Sunday, August 23, 2020

Unusual nightime diversion

 Unusual things I sometimes think about at night when I can't sleep.

I don't always sleep too well waking up many times during the night and I have a portable radio on the bedside with a under the pillow speaker and a little switch that I can turn it on and off.  If you by any chance have a little bit of insomnia and choose to listen to the radio.  You will quickly find out that the choices of subject matter are rather limited.  Some people enjoy music and that helps them go back to sleep, I'm not one of those people.  So, I search for talk radio and that to is rather limited.  There are only so many stations that you can listen to to where they have infomercials which explain to you the great value of whatever snake oil and/or elixir.  They are currently selling.  What I have been relegated to is various forms of talk radio.  Although I do have an Internet radio and can listen to stations far and wide.  There seems to be two main products.

There is the Rush Limbaugh, Sean Hannity, Mark Levine, Hugh Hewitt, Michael Medved, Laura Ingram, Glenn Beck and Michael Savage.  All of these are news of the day, politics, and of course all of these are conservative as I am.  I don't hunt for or listen to the very small group of liberal talk show radio host.  I've had my fill of socialism discussion.

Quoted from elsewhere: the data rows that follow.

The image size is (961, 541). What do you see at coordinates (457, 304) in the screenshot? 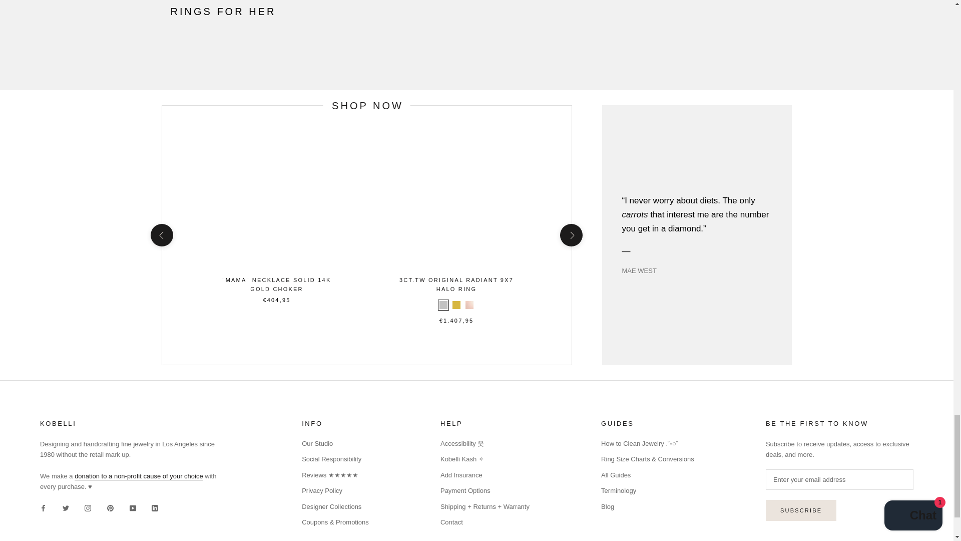
I see `yellow-gold` at bounding box center [457, 304].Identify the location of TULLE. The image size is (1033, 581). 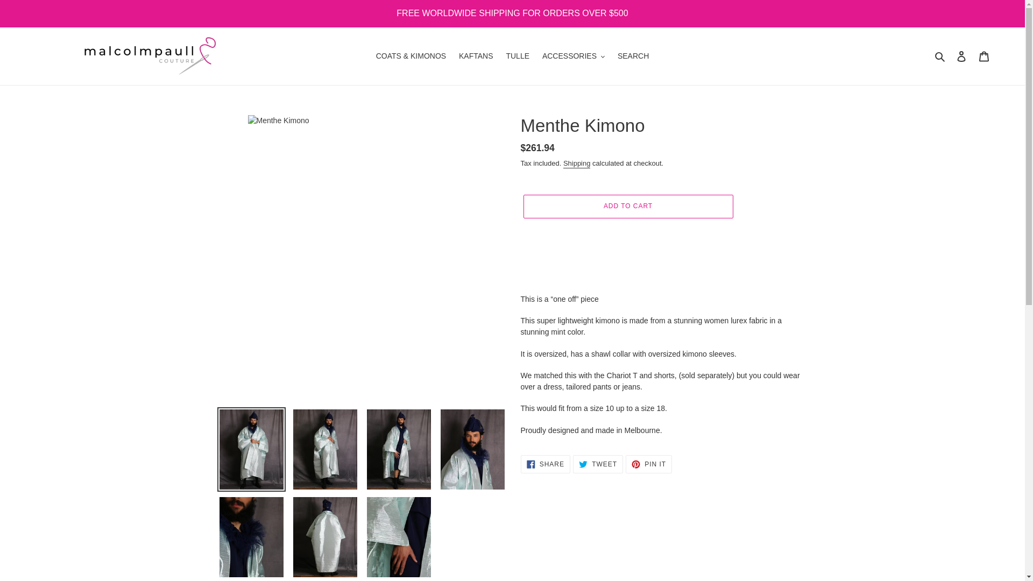
(517, 56).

The second group, which I find myself listening to.  Probably more often than I really want to consist of what is sometimes called the late-night paranormal programming.  Coast-to-coast a.m. was one of the most popular and was created by Art Bell after he bought a small radio station in Pahrump, NV and searched for a format for late-night listening.  The program over time morphed into a rather wide subject matter format that went all the way from listener call-in open format.  Art Bell conducted the program from a small studio he had in his house and he had no call screener and everything was live.  Sometimes it got interesting.  His primary format was interviewing personalities, which also had a very wide range of expertise and subject matter.  Among what I would consider kooks that talked about all kinds of  aliens, mystic time travelers, alien abduction, Sasquatch, chupacabra, which is supposed to be some kind of weird four-legged type will dog that is seen on the highways normally reported in the far West deserts.  And of course, the incident at Roswell, New Mexico back in the 40s were supposedly a space craft crashed and bodies were recovered of little gray beings which were supposedly autopsied and whisked away to disappear somewhere at Wright-Patterson Air Force Base, Ohio, and the cover-up conspiracy that was associated with.  Conspiracy theories abound.

Sometimes it makes you wonder where some of these guest that he interviews make a living.  Art Bell died in 2019 and the program was taken over by George Norry who does not have quite the talent.  Art Bell had to at least make some of this stuff interesting.  Surprisingly, I have found rebroadcast of the art Bell version of coast-to-coast a.m. on the Internet radio.  When all else fails, I can tolerate some of that long enough to go back sleep.

Interspersed with all of this caca talk occasionally includes some very reputable interviews. Dr. Michio Kaku, a very reputable physicist intelligently discusses black holes, time travel, hyperspace, string theory, antimatter, dark matter, and other subjects which I think are well above the mental level of the average listener to this particular program.  However, he thinks outside of the box and intellectually considers concepts that I have not thought of.

Occasionally one of the guest host will be the son of Kelly Johnson who created and operated the skunk works for Lockheed Martin aircraft company.  You may recall that that was where the U-2 spy plane was invented along with the SR 71 and its predecessor. I believe it was called the YF 12 which was a fighter version
of the same airplane.  It did not last long, but the SR 71 is a classic.  The skunk works is still active.  Having produced a number of the stealth airplanes which we saw in the Gulf War.  Those interviews are usually interesting to listen to.